Mayor Zohran Mamdani will announce a city-backed insurance program Thursday aimed at cutting costs for owners of rent-stabilized and subsidized buildings across all five boroughs.
The privately run program, set to launch in 2027, will initially cover property and liability insurance for buildings containing 20,000 apartments. By 2030, the city expects that number to reach 100,000 apartments. The program will draw on an as-yet-undisclosed amount of taxpayer funds, according to the administration.
Mamdani plans to unveil the effort at the Citizens Housing and Planning Council’s annual luncheon Thursday afternoon.
Deputy Mayor for Housing and Planning Leila Bozorg said insurance premiums for subsidized housing in New York City have surged far beyond what the risk picture warrants. “The risk profile of projects hasn’t gone up threefold since 2018, but the costs have,” Bozorg said on a briefing call Wednesday. “We’re not trying to replace the entire insurance market. We want to create a program that can compete in it by operating much more efficiently.”
Premiums doubled in four years for subsidized housing owned by community development corporations and nonprofit entities, according to multiple reports. A separate analysis found insurance costs more than doubled over a six-year period. Those figures have pushed housing operators to the edge, eating into budgets that would otherwise go toward building maintenance and services.
The spike isn’t a New York problem alone. Nationally, rising insurance rates tied to climate-driven disasters, increased reinsurance costs, and inflation have hammered landlords and homeowners alike, threatening the financial viability of affordable housing stock from coast to coast.
Bozorg said she expects the program to bring insurance costs down 20% to 30% for participating landlords, freeing up capital that could be reinvested in their buildings. She said savings could also allow the city to stretch its own capital funds further across the affordable housing portfolio.
It’s not a bailout for bad actors. Bozorg was clear that the program won’t function as an insurer of last resort. Landlords will have to apply and meet eligibility criteria, though the specific thresholds haven’t been set yet.
That structure sets New York’s approach apart from state-created insurance programs in Florida, where a government entity stepped in to cover property owners who couldn’t get policies anywhere else. New York’s program is privately managed and designed to compete with existing insurers on efficiency, not simply absorb risks the market won’t touch.
The announcement fits squarely into Mamdani’s broader push to lower rents and stabilize the city’s housing supply. His administration has framed rising operating costs, including insurance, as a major pressure point that drives rent increases even in regulated buildings. Landlords in the rent-stabilized sector have repeatedly cited insurance costs in filings before the Rent Guidelines Board, where the question of allowable rent increases gets decided each year.
The Citizens Housing and Planning Council has long tracked affordability pressures on the subsidized housing sector. Its annual luncheon draws developers, nonprofit operators, city officials, and advocates who work in the affordable housing space, making it a deliberate venue for a rollout like this.
The details still pending are substantial. City officials haven’t disclosed the total public commitment or named the private entity that will manage the program. They haven’t finalized eligibility criteria. And the 2027 launch date leaves a full year of implementation work ahead before any landlord sees a policy.
Real dollars are at stake. For a nonprofit housing operator running a portfolio of 500 units, a 25% drop in insurance premiums can mean hundreds of thousands of dollars returned to operations annually. Scaled to 100,000 apartments by 2030, the aggregate savings across New York’s subsidized housing sector could reshape budget math for community land trusts, housing development fund corporations, and mission-driven landlords who have been squeezed hard by the insurance market.
Bozorg said those operators deserve a competitive option. The administration’s bet is that a city-backed program, running leaner than commercial carriers, can deliver it. Whether the private manager chosen to run it can execute at that scale is the question officials didn’t fully answer Wednesday.
The Rent Guidelines Board’s preliminary vote on 2026 increases is expected later this spring.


*Task brief*.
Tally the lines below that include "Anxiety" and give only the total.

(Source records)

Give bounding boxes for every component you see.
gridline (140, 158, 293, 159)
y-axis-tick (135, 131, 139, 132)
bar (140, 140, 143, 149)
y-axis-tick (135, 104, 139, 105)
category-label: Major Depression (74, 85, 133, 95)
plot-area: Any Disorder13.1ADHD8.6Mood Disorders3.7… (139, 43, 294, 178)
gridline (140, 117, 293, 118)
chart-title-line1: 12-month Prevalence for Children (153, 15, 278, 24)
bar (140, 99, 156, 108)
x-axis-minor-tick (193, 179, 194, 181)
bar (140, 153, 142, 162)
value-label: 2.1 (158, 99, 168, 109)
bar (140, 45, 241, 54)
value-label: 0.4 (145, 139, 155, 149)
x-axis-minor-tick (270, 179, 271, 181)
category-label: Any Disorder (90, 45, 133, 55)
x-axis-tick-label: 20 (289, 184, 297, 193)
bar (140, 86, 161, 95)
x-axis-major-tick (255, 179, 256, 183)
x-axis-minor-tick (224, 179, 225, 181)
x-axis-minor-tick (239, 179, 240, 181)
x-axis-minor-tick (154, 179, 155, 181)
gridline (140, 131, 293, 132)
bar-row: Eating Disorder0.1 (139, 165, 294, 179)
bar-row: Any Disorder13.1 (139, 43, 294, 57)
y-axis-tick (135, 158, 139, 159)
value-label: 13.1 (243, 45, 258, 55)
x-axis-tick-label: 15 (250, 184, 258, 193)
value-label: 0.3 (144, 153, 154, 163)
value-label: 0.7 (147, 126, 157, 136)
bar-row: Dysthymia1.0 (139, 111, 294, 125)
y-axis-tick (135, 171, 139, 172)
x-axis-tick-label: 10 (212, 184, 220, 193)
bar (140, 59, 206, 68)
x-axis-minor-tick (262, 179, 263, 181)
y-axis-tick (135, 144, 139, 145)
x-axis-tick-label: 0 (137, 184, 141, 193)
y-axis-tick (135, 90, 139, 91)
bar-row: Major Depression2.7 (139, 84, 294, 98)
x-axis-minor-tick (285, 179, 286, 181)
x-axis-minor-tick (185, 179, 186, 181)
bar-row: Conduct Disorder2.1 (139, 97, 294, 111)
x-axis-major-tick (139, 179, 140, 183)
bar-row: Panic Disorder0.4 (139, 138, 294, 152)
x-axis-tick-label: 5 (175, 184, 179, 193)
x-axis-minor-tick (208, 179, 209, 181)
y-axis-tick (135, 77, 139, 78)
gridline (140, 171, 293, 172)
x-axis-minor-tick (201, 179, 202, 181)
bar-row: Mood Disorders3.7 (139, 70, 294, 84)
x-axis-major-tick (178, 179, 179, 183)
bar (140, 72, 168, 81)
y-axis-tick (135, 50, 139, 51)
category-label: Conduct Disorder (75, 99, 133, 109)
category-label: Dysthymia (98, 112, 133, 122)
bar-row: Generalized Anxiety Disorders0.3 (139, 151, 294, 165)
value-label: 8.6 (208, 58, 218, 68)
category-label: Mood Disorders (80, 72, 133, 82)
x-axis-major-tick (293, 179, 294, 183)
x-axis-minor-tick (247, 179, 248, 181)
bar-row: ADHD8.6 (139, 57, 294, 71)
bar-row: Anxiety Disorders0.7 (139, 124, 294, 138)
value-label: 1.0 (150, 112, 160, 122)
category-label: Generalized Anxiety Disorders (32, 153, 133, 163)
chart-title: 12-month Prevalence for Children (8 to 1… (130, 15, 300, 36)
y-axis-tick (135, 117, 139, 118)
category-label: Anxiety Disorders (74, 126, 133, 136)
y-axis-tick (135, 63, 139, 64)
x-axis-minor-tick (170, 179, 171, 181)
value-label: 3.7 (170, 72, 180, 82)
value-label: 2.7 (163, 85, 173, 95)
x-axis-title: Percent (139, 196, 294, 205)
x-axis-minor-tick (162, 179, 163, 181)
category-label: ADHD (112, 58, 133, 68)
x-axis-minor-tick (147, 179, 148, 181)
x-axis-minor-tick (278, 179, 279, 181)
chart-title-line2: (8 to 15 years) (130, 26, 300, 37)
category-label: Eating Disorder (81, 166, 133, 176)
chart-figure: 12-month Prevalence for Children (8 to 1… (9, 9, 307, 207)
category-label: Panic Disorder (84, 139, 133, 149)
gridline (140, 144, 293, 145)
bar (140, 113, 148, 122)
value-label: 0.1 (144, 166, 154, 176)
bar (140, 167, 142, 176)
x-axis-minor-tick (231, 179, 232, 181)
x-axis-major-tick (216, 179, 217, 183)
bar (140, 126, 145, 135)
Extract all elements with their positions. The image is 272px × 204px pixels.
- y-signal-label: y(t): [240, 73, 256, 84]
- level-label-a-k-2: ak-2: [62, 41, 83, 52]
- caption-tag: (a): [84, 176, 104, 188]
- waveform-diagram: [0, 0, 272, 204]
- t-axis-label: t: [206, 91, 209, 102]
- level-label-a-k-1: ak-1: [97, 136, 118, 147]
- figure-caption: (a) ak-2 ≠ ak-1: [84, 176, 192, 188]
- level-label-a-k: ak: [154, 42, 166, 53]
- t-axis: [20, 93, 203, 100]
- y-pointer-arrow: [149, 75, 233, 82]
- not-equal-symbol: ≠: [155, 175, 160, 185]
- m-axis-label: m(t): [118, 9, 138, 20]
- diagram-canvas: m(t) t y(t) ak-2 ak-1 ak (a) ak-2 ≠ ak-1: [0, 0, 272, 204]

(End Source records)

*Answer to this task*.
4